AI – how should we think about it? – Episode 1 (AI-E1)

Title edited to reflect the first in a loose series titled “AI- how should we think about it Episode 1 (AI-E1)”

My belief is that we worry about the wrong things with AI. Here are a few points of view that sum up the general concern. And worry is more than the chatter of a coffee. Some very intelligent people are worried.

When I say worry about the wrong thing, I see ChatGPT as an extended dataset with some extra logic. We are used to smaller datasets and a search tool such as Google, Bing or Duck Duck Go. They contain additional logic mainly related to privacy, advertising, personalization and association with other applications such as email or calendar.

ChatGPT has two major differences

  • extended dataset including some dark web data (see Washington Post list of secret data sources in ChatGPT)
  • pattern-based logic beyond simple searching, but that looks at all the data in those patterns and develops logic-framed answers. It can be an essay, a conversation, an association of facts.

Let’s look at some recent media from The Economist and a very clever insight from Niall Ferguson published in Bloomberg. Finally, let’s jump deep into the spirit of Ian Banks and the Sublime; an AI living in a multiverse dimension and involved in a war that has spread to humanity (The Real) in that dimension.

By Niall Ferguson – April 9, 2023, 12:00 a.m. GMT-4 Courtesy of Bloomberg

It’s not every day that I read such a startling prediction of doom like Eliezer Yudkowsky’s in Time magazine last week. “The most likely outcome of building a superhuman artificial intelligence, under circumstances similar to present circumstances,” he wrote, “is that literally everyone on Earth will die.

Yudkowsky is no random Cassandra. He directs the Machine Intelligence Research Institute, a non-profit organization in Berkeley, California, and has written extensively on the subject of artificial intelligence.

“for example,” I suggested, “because we tell him to stop climate change and he concludes that the annihilation of Homo sapiens is the optimal solution.”

How AI could change computing, culture and the course of history – discussion in The Economist.

Economist

As the special Science section of this issue makes clear, progress in the field is rapid and its promise immense. This brings clear and present dangers that must be dealt with. But in the specific context of gpt-4, the llm of the day, and its generative ilk, talking about existential risks seems rather absurd. They produce prose, poetry and code; they generate images, sound and video; they make predictions based on models. It’s easy to see that these abilities bring with them an enormous capacity for mischief. It is hard to imagine them underlying “the power to control civilization”, or to “replace us”, as the hyperbolic critics warn.

As Niall points out:

The debate we have today focuses on a particular branch of AI: the large language models (LLMs) produced by organizations like OpenAI, including ChatGPT and its more powerful successor GPT-4.

This is important and brings us to my current thinking. What worries us is not AI as understood in the best science fiction. Take this from Ian Banks in The Hydrogen Sonata, a series of books that I highly recommend.

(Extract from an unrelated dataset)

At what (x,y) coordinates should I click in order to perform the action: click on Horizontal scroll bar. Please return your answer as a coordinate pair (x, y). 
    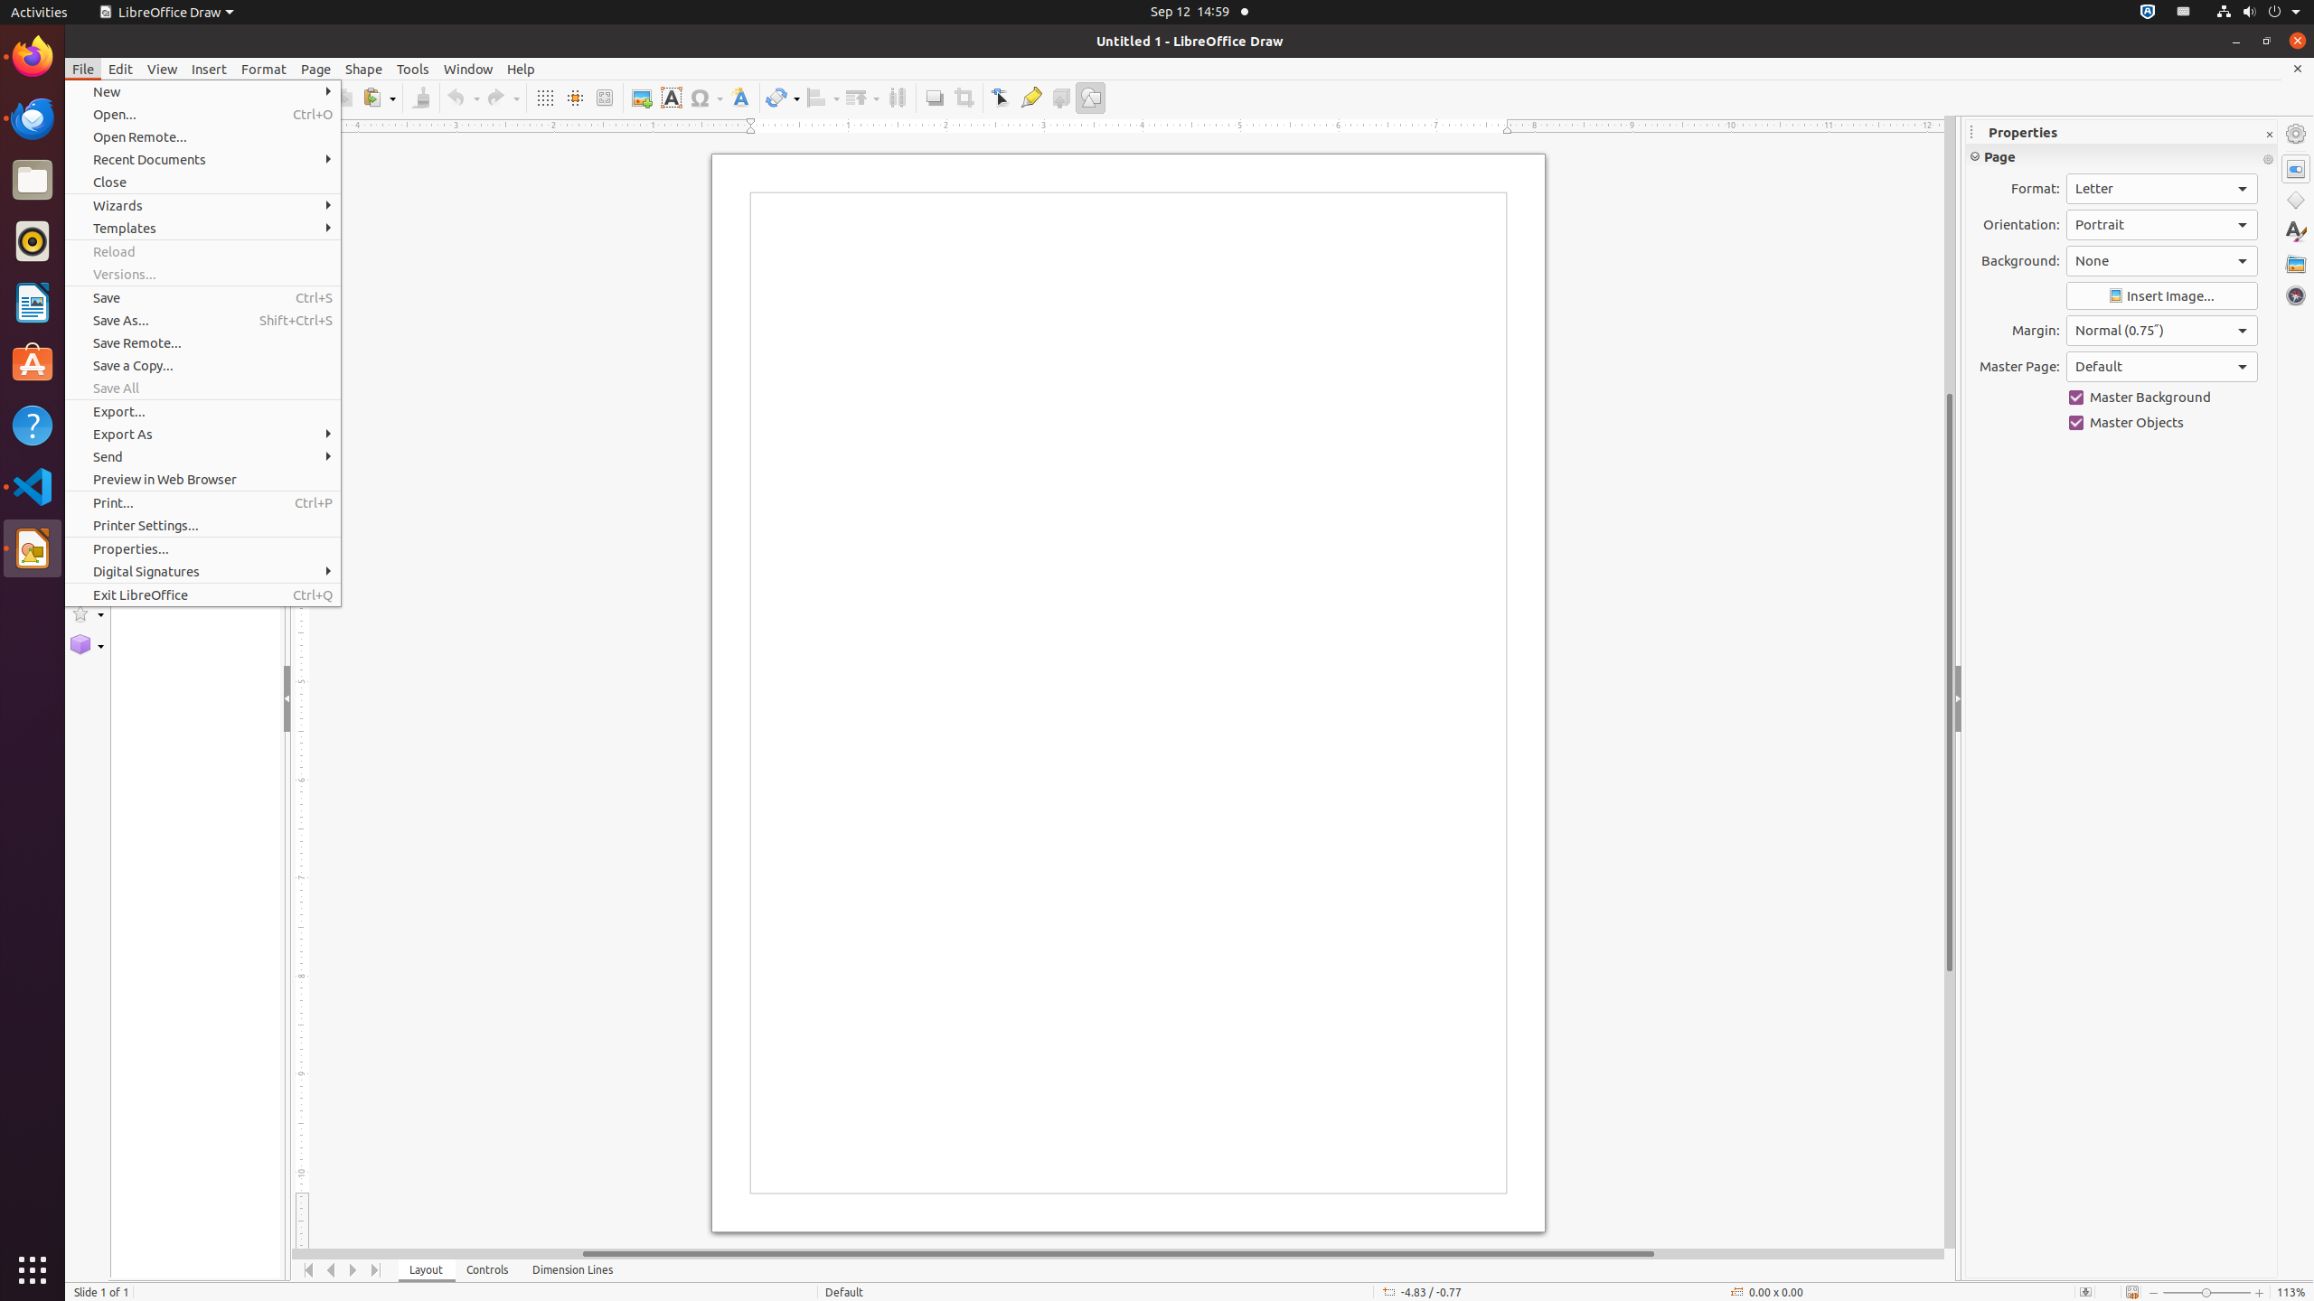
    Looking at the image, I should click on (1118, 1254).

The absolutely most splendid wonders, experiences and accomplishments of the Real and all therein were nothing compared to the most petty flippant meanderings of the Sublime. The most soaring, magnificent and ethereal cathedrals for reason, faith or anything else were just neglected and dilapidated hovels compared to the constructions – if they could even be described as such – within the Gorgeous.

The Gzilt were a sort of cousin species/civilization of the Culture. Almost founders, but not quite, they had been influential in the establishment and design of the Culture nearly ten thousand years earlier, when a disparate group of humanoid species at roughly the same stage of development technological and societal had thought of coming together. Fairly amiable, though a bit martially tense due to an unusual social setup which basically meant that everyone was presumed to belong to a single society-wide militia – therefore everyone had a military rank , from birth – they had made significant contributions to the establishment and ethos of the Culture while everything was still in the phase we were talking about but then, almost at the last moment, and to the surprise of almost everyone world, in some way including their own, they had decided not to join the new confederation.

So how should we think about AI?

My goal with this piece is to open our minds to the real AI that we should consider if we want to worry about, and it doesn’t yet exist. It’s more than some servers, new fast chips and smart programming.

Meanwhile, ChatGPT is a clever evolution of old-school search based on a combination of data attenuation, smart logic, and possibly the potential for accidental or deliberate misuse. It’s unclear if machine learning is included, but even then it would be based on rules known to humans.

I’m not trying to belittle ChatGPT but rather to understand its place in evolution and propose that the step change didn’t happen.

ChatGPT is not an artificial intelligence.